Advertisement

Venice is doubly enamored of Bruce Nauman

Share

This article was originally on a blog post platform and may be missing photos, graphics or links. See About archive blog posts.

Given his stature among the crucial artists of the last 40 years, Bruce Nauman is no surprise as the artist whose exhibition was chosen to receive the Golden Lion for Best National Participation at the 53rd Venice Biennale, which opened Sunday. The award goes to the United States, but it’s the second Golden Lion for Nauman. (He took an individual prize at the 48th Biennale, in 1999.) The artist, who first emerged as a compelling figure when he worked in the Bay Area and Pasadena in the 1960s, and who has lived in rural New Mexico since 1979, virtually never disappoints.

Among Nauman’s established masterpieces is ‘Vices and Virtues,’ designed as a commission for the Stuart Collection at UC San Diego in 1983 and installed in 1988 around the top of the boxy Powell Structural Systems Laboratory, near the center of the campus. In Venice, an exhibition copy scales down the work.

Advertisement

The original’s 7-foot neon lettering transforms a classical architectural frieze into the contemporary language of a commercial sign. Seven vices alternate with seven virtues in 14 flashing colors: FAITH/LUST, HOPE/ENVY, CHARITY/SLOTH, PRUDENCE/PRIDE, JUSTICE/AVARICE, TEMPERANCE/GLUTTONY and FORTITUDE/ANGER. In Venice the words now wrap around the ‘mini-Monticello’ of the official, Georgian-style red-brick United States Pavilion (above).

As a Stuart Collection brochure explains: ‘The virtues flash sequentially clockwise around the building at one rate; and the vices circulate counterclockwise at a slightly faster rate. At brief intervals, both the seven virtues and the seven vices flash together.’ Virtue may be slightly more laconic than vice, but the slippery combination of the clashes is never simple.

The neon vices and virtues illuminate age-old internal conflicts, giving personal struggles a contemporary public platform. The work’s gestation during the Reagan administration added an inescapably political edge.

Many of the calamities first writ large during the 1980s have now come home to roost in the millennial wake of the Bush administration -- a disastrous Wall Street philosophy that greed is good, a fearful bellicosity in foreign relations masking potential criminality, a deadly indifference to healthcare as a fundamental right, the intrusion of religion into American statecraft and much more. I haven’t seen the installation at Venice, but photographs suggest a powerful turn of the screw: Transposed to an international exhibition stage, Nauman’s powerful piece seems almost like a generational marker.

Incidentally, a current exhibition at the Pasadena Museum of California Art -- not far from Nauman’s old Raymond Avenue studio -- shows some roots of the artist’s incisive sensibility. Nauman, 67, was born in Fort Wayne, Ind., and did his undergraduate work at the University of Wisconsin, Madison. (‘Vices and Virtues’ is an almost archetypal utterance by a plain-spoken Midwesterner.) From 1964 to 1966 he studied for his MFA at UC Davis, where the sardonic, pun-happy William T. Wiley was among his influential teachers. ‘You See: The Early Years of the UC Davis Faculty’ features about three-dozen ‘California funk’ and other works made between 1960 and 1965 by Wiley, Robert Arneson, Roy De Forest, Manuel Neri and Wayne Thiebaud.

--Christopher Knight

Photos, from top: Exhibition copy of Bruce Nauman’s ‘Vices and Virtues’ as installed on the frieze of the U.S. pavilion at the Venice Biennale; the original ‘Vice and Virtues’ as installed on the Powell Structural Systems Laboratory at UC San Diego. Credits: Michele Lamanna, courtesy Philadelphia Museum of Art; Rizzoli International Publications Inc.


■ What needs to be done
Please copy out all lines of the entries that contain the word "Tropic".

■ Records provided
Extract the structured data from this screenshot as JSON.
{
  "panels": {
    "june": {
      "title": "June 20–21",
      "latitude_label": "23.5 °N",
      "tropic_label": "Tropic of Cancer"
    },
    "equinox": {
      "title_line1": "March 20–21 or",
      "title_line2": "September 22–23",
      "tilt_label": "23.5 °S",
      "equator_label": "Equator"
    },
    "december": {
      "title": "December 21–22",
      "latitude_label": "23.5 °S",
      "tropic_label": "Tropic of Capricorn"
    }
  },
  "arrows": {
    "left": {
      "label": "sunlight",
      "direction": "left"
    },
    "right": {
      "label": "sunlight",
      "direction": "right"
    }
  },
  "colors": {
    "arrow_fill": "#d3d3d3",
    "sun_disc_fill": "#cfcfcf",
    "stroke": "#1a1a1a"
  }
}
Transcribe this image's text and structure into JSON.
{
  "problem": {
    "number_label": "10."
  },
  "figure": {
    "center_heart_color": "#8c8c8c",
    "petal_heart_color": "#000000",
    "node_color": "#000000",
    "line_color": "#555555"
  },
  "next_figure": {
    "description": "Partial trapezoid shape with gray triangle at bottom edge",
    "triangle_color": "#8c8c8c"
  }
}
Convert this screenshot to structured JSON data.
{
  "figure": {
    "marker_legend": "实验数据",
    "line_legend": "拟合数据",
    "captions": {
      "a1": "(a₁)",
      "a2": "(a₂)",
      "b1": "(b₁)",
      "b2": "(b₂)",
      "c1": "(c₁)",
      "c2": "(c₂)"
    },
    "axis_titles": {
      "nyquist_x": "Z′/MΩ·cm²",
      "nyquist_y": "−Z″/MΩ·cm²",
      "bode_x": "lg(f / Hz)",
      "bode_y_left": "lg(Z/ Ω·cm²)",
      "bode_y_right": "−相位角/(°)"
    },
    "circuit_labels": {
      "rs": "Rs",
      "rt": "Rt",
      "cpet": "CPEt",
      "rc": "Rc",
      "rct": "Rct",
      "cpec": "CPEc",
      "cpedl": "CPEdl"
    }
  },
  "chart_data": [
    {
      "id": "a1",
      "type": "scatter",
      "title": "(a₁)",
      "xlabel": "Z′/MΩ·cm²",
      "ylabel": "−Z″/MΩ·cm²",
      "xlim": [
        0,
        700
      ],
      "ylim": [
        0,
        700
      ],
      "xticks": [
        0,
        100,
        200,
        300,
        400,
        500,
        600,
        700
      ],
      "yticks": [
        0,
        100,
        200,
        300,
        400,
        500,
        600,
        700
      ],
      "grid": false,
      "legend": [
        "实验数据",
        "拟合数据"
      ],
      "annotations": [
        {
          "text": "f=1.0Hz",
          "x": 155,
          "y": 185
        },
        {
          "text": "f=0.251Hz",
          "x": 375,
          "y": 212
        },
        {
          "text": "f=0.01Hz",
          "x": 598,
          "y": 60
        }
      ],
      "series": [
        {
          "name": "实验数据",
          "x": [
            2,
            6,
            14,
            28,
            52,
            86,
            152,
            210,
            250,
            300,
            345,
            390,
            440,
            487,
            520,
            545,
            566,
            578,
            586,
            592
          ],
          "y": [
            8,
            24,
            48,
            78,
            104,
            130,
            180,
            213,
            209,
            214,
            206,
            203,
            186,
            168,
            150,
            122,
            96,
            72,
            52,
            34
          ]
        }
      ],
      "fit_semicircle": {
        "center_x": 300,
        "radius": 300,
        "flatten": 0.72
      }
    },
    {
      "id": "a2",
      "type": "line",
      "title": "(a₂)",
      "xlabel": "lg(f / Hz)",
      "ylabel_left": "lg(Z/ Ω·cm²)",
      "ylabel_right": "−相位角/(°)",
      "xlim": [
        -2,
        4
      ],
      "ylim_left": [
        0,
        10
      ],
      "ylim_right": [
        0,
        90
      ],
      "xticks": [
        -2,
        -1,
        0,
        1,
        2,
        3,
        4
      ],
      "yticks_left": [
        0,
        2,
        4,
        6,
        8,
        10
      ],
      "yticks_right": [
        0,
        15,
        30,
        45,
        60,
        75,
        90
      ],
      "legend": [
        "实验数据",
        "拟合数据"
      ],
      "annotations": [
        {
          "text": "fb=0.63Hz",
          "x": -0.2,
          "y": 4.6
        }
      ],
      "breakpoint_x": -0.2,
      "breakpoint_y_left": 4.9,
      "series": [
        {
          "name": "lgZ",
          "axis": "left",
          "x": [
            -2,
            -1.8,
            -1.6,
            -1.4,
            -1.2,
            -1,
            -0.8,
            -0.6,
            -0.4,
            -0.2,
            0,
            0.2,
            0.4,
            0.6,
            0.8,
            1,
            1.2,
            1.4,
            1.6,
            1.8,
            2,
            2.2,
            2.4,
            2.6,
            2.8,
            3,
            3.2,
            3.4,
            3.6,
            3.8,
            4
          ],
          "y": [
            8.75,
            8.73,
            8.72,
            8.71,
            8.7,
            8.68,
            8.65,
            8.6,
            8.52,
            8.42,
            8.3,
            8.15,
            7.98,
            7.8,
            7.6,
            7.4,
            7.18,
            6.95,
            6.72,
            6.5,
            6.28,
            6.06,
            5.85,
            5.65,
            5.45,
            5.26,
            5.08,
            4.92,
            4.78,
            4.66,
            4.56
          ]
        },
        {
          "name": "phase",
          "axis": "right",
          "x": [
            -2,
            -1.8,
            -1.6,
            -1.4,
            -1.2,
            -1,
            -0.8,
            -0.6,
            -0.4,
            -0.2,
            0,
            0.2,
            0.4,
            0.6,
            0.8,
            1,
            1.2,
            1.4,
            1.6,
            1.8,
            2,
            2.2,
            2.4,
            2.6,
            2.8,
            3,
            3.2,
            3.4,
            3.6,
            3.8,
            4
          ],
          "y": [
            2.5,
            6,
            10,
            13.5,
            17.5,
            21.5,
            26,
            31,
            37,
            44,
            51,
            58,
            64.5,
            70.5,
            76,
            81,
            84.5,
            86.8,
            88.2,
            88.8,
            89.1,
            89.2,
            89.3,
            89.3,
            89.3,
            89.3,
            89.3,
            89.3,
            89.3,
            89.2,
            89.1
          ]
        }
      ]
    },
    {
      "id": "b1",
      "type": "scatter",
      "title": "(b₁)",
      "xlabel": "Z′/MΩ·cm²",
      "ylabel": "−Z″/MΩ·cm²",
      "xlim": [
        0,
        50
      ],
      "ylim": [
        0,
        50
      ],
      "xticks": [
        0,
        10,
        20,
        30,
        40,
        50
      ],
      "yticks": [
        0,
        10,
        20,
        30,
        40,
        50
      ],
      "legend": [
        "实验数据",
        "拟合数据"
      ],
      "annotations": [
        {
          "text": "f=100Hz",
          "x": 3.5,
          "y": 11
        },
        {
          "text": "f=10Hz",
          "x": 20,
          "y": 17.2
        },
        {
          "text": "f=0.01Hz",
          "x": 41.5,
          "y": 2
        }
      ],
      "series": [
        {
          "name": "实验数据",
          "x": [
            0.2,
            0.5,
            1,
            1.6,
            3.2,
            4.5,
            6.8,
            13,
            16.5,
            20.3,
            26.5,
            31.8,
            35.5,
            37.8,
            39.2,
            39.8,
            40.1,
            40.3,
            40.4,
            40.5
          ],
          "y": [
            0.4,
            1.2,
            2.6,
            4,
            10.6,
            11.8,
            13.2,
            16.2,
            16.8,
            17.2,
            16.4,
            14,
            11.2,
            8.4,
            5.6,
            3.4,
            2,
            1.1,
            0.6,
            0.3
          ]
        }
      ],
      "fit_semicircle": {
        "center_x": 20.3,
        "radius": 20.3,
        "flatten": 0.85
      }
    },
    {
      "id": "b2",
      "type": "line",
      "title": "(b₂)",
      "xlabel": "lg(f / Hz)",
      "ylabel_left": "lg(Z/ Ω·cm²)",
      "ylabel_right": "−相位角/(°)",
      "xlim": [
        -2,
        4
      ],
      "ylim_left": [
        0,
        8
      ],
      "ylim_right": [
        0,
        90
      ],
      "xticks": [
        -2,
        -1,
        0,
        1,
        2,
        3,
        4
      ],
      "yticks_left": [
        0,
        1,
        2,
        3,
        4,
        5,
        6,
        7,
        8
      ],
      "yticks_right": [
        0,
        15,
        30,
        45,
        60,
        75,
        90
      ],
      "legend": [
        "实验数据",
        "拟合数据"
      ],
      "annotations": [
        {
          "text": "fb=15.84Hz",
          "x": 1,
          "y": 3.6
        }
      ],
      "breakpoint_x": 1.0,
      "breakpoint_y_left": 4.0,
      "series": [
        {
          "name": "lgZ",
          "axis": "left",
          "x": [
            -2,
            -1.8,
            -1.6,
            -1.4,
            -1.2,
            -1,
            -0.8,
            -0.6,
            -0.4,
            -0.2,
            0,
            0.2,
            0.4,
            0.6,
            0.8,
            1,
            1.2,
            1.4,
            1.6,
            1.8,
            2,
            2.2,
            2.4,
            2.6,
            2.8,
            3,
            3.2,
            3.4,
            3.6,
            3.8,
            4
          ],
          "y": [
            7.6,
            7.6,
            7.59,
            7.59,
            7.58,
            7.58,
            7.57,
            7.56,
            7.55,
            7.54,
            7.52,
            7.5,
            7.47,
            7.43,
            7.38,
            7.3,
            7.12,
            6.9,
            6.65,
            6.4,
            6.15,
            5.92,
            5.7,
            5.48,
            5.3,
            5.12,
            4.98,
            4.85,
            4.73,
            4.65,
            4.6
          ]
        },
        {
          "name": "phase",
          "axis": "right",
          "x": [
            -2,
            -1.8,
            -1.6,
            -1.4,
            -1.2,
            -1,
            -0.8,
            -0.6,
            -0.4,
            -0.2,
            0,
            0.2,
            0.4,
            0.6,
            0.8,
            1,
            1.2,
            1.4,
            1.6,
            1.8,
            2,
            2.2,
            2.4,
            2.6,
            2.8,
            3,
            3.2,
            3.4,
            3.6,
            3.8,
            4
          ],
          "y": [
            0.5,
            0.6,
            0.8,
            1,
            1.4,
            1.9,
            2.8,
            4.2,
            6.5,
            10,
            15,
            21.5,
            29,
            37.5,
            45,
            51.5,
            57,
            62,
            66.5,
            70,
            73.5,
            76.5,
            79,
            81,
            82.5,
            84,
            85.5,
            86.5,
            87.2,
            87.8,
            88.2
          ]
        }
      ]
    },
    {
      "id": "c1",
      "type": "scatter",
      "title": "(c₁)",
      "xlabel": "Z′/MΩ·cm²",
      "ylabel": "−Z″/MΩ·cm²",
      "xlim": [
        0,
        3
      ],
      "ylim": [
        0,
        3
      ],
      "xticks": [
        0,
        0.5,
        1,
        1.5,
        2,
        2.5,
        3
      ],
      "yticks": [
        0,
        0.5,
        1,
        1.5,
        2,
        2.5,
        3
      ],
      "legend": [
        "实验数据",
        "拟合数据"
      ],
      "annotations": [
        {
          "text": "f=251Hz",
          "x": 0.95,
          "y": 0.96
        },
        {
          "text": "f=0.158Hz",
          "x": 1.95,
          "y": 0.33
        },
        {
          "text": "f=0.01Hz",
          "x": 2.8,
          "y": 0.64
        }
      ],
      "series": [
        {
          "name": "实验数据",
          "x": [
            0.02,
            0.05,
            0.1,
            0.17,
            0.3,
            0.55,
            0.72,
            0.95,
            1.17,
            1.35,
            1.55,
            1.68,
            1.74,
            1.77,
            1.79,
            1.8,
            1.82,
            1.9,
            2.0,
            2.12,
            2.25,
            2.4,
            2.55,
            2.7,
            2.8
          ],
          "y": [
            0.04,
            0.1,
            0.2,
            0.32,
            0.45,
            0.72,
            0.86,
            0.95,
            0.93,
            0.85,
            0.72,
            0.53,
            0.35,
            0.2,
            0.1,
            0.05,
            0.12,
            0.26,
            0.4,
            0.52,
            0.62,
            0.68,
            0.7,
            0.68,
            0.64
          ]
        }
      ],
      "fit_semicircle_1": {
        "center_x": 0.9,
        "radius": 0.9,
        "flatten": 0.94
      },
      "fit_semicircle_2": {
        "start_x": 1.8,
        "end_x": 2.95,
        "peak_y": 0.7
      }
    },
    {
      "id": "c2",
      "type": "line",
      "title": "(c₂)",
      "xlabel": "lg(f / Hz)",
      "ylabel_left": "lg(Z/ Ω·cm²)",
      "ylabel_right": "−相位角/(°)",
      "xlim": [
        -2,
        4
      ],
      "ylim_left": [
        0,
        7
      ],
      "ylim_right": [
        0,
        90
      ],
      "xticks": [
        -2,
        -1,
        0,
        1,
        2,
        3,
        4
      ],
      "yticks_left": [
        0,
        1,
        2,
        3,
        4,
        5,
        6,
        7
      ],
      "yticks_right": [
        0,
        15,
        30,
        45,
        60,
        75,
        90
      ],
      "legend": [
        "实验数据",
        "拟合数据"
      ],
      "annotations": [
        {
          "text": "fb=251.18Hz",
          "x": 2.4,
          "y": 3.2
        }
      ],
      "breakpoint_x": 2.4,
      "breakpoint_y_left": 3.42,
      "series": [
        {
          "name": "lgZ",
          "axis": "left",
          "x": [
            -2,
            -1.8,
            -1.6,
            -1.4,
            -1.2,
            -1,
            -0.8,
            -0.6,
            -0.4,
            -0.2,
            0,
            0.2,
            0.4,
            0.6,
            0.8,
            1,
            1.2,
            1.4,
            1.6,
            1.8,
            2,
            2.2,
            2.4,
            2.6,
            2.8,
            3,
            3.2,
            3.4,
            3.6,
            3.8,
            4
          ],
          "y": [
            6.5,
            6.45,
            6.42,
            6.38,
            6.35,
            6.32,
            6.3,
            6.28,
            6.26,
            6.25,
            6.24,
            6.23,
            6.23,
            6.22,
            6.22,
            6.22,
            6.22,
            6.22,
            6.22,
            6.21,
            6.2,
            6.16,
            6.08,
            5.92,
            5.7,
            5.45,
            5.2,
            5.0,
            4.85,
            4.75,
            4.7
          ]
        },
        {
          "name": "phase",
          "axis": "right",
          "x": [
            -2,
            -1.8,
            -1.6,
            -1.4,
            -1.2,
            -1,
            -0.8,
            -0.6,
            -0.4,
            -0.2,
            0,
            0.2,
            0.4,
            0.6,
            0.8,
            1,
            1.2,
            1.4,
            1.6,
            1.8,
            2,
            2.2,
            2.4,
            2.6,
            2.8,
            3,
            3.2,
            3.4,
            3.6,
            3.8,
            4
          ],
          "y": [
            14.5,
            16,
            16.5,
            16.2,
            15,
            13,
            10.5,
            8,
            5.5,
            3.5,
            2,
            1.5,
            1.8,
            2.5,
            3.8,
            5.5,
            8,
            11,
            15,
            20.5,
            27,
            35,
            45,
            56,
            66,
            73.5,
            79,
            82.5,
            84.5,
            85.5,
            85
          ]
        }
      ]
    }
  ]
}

■ Exercise output
      "tropic_label": "Tropic of Cancer"
      "tropic_label": "Tropic of Capricorn"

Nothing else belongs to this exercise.